One startup in the study illustrated this perfectly. A tender-matching platform built an end-to-end pipeline from tender classification through compliance checking and bid pricing, going from zero to $40,000 in revenue and four paying customers during the program without hiring the technical talent that would conventionally be required. The gain did not come from adopting a better model. It came from reorganizing who does what.
Who Benefits - and Who Doesn’t
A natural assumption would be that technically trained founders benefit more from this kind of intervention, since they can implement what they see faster. The data shows the opposite: there is no significant differential effect by technical background. The mapping problem is not a skill gap. It is a discovery gap.
Similarly, you might expect that higher-performing firms benefit more because they have the execution capacity to act on new information. Again, no significant differential effect by baseline performance. This contradicts most task-level AI research, where lower performers tend to benefit the most. At the firm level, the binding constraint is how broadly founders search across their production processes, and that constraint appears to bind regardless of background or starting position.

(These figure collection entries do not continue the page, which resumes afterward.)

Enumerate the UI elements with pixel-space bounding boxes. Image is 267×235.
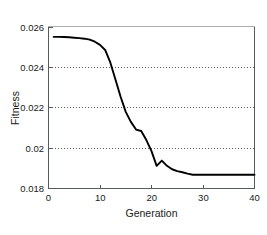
- y-axis-title: Fitness: [9, 91, 21, 125]
- x-tick-label-40: 40: [249, 192, 260, 203]
- x-tick-label-30: 30: [198, 192, 209, 203]
- x-tick-label-0: 0: [46, 192, 51, 203]
- x-tick-label-10: 10: [95, 192, 106, 203]
- y-tick-label-0.026: 0.026: [20, 22, 44, 33]
- x-axis-title: Generation: [126, 207, 178, 219]
- y-tick-label-0.024: 0.024: [20, 62, 44, 73]
- y-tick-label-0.02: 0.02: [26, 143, 45, 154]
- fitness-vs-generation-line-chart: 0.026 0.024 0.022 0.02 0.018 0 10 20 30 …: [0, 0, 267, 235]
- y-tick-label-0.022: 0.022: [20, 102, 44, 113]
- x-tick-label-20: 20: [147, 192, 158, 203]
- chart-background: [0, 0, 267, 235]
- y-tick-label-0.018: 0.018: [20, 183, 44, 194]
- figure-container: 0.026 0.024 0.022 0.02 0.018 0 10 20 30 …: [0, 0, 267, 235]
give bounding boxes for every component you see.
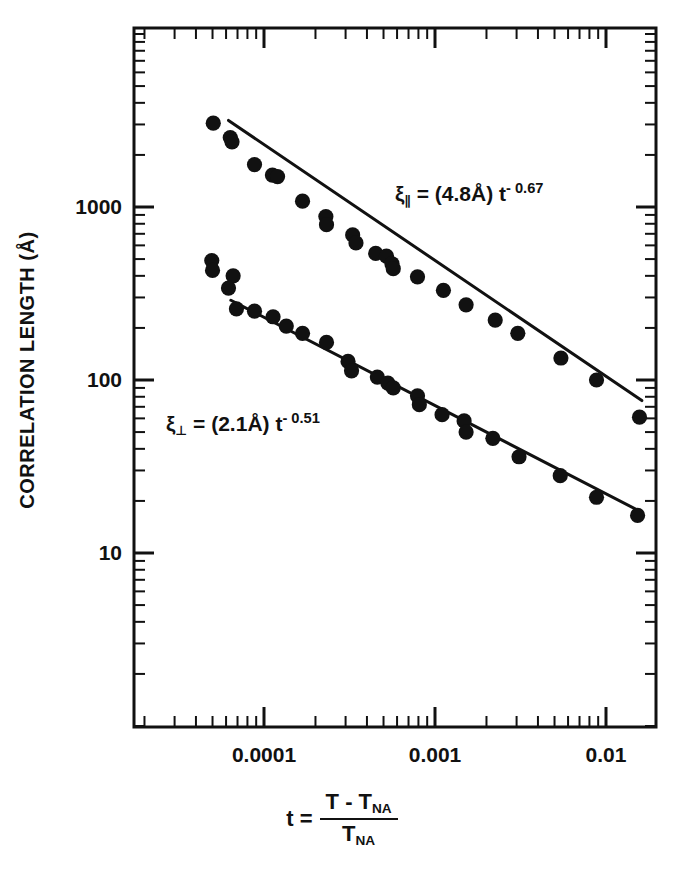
tick-labels: 1000100100.00010.0010.01	[75, 195, 626, 766]
data-points	[204, 116, 647, 523]
y-tick-label: 1000	[75, 195, 122, 218]
y-tick-label: 100	[87, 368, 122, 391]
fraction-denominator: TNA	[336, 820, 381, 849]
denominator-subscript: NA	[356, 832, 376, 847]
data-point-xi_perpendicular	[458, 424, 473, 439]
fraction-numerator: T - TNA	[320, 790, 398, 818]
data-point-xi_perpendicular	[279, 318, 294, 333]
denominator-text: T	[342, 821, 355, 846]
data-point-xi_parallel	[206, 116, 221, 131]
data-point-xi_parallel	[319, 217, 334, 232]
x-axis-title-fraction: T - TNA TNA	[320, 790, 398, 848]
numerator-text: T - T	[326, 789, 372, 814]
data-point-xi_perpendicular	[295, 326, 310, 341]
data-point-xi_parallel	[410, 269, 425, 284]
data-point-xi_parallel	[632, 410, 647, 425]
data-point-xi_parallel	[270, 169, 285, 184]
data-point-xi_perpendicular	[412, 397, 427, 412]
annotation-xi-perpendicular: ξ⊥ = (2.1Å) t- 0.51	[166, 410, 320, 438]
data-point-xi_perpendicular	[386, 380, 401, 395]
data-point-xi_perpendicular	[344, 363, 359, 378]
data-point-xi_parallel	[348, 235, 363, 250]
data-point-xi_perpendicular	[221, 280, 236, 295]
x-axis-title-lhs: t =	[286, 806, 312, 832]
data-point-xi_parallel	[589, 372, 604, 387]
data-point-xi_parallel	[436, 283, 451, 298]
data-point-xi_parallel	[247, 157, 262, 172]
x-tick-label: 0.01	[586, 743, 627, 766]
xi-perp-subscript: ⊥	[175, 423, 187, 438]
data-point-xi_perpendicular	[434, 407, 449, 422]
data-point-xi_perpendicular	[265, 309, 280, 324]
fit-line-xi_perpendicular	[231, 300, 642, 512]
annotation-xi-parallel: ξ∥ = (4.8Å) t- 0.67	[395, 180, 544, 208]
data-point-xi_perpendicular	[485, 431, 500, 446]
data-point-xi_parallel	[386, 261, 401, 276]
data-point-xi_parallel	[295, 194, 310, 209]
xi-perp-exponent: - 0.51	[282, 410, 320, 426]
data-point-xi_perpendicular	[589, 490, 604, 505]
axes-frame	[134, 28, 656, 727]
y-axis-ticks	[134, 34, 656, 726]
data-point-xi_parallel	[488, 312, 503, 327]
y-axis-title: CORRELATION LENGTH (Å)	[16, 231, 39, 508]
x-tick-label: 0.001	[409, 743, 462, 766]
data-point-xi_perpendicular	[205, 263, 220, 278]
data-point-xi_perpendicular	[630, 508, 645, 523]
data-point-xi_perpendicular	[319, 335, 334, 350]
data-point-xi_parallel	[510, 326, 525, 341]
xi-parallel-exponent: - 0.67	[506, 180, 544, 196]
data-point-xi_parallel	[553, 350, 568, 365]
xi-perp-symbol: ξ	[166, 412, 175, 435]
correlation-length-log-log-plot: 1000100100.00010.0010.01	[0, 0, 684, 878]
xi-parallel-expression: = (4.8Å) t	[411, 182, 506, 205]
x-axis-title: t = T - TNA TNA	[0, 790, 684, 848]
data-point-xi_perpendicular	[511, 449, 526, 464]
data-point-xi_perpendicular	[553, 468, 568, 483]
figure-container: 1000100100.00010.0010.01 CORRELATION LEN…	[0, 0, 684, 878]
xi-perp-expression: = (2.1Å) t	[187, 412, 282, 435]
y-tick-label: 10	[99, 541, 122, 564]
fit-line-xi_parallel	[228, 120, 641, 400]
numerator-subscript: NA	[372, 801, 392, 816]
xi-parallel-symbol: ξ	[395, 182, 404, 205]
data-point-xi_parallel	[224, 134, 239, 149]
data-point-xi_perpendicular	[229, 301, 244, 316]
data-point-xi_parallel	[458, 297, 473, 312]
data-point-xi_perpendicular	[247, 304, 262, 319]
x-tick-label: 0.0001	[232, 743, 297, 766]
y-axis-title-wrapper: CORRELATION LENGTH (Å)	[10, 160, 44, 580]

The practical implication is direct. If your organization has AI tools, training budgets, and motivated employees but is not seeing the returns, the problem may not be the technology, the budget, or the people. It may be that nobody has shown your team what reorganized production looks like in a company that resembles yours.
What This Means for the Investment Question
The control group in this experiment had the same technology, the same training, the same API credits, and the same access to mentors and investors. They used the same AI tools at comparable rates. The only thing they lacked was information about where other companies had found value, and that single gap accounted for the entire difference in outcomes.
For any CEO currently evaluating AI investments, this reframes the spending question. Before the next tool purchase, platform migration, or consultant engagement, there is a simpler and cheaper question worth answering first: has your leadership team seen what reorganized production actually looks like in companies that operate in your space? The AI measurement gap showed that most organizations cannot even quantify what their current AI tools do. This research suggests that the diagnostic step before measurement may be even more fundamental: mapping where the value is before trying to measure whether it is working.
The researchers note one important caveat. The ten-week window captures short-term effects. Whether these performance gains compound or dissipate as ventures mature remains an open question. And they study early-stage firms with low organizational inertia. How the mapping problem evolves as companies grow, as hierarchies deepen and processes calcify, is a question the paper cannot answer. The core finding is universal: as AI capabilities expand, the mapping problem may become harder, not easier, as the search space explodes and organizational inertia grows.
Related: Most Companies Have AI Tools. Few Have Redesigned How They Build. examines why adding AI to existing workflows produces marginal gains while redesigning workflows around AI produces compounding ones.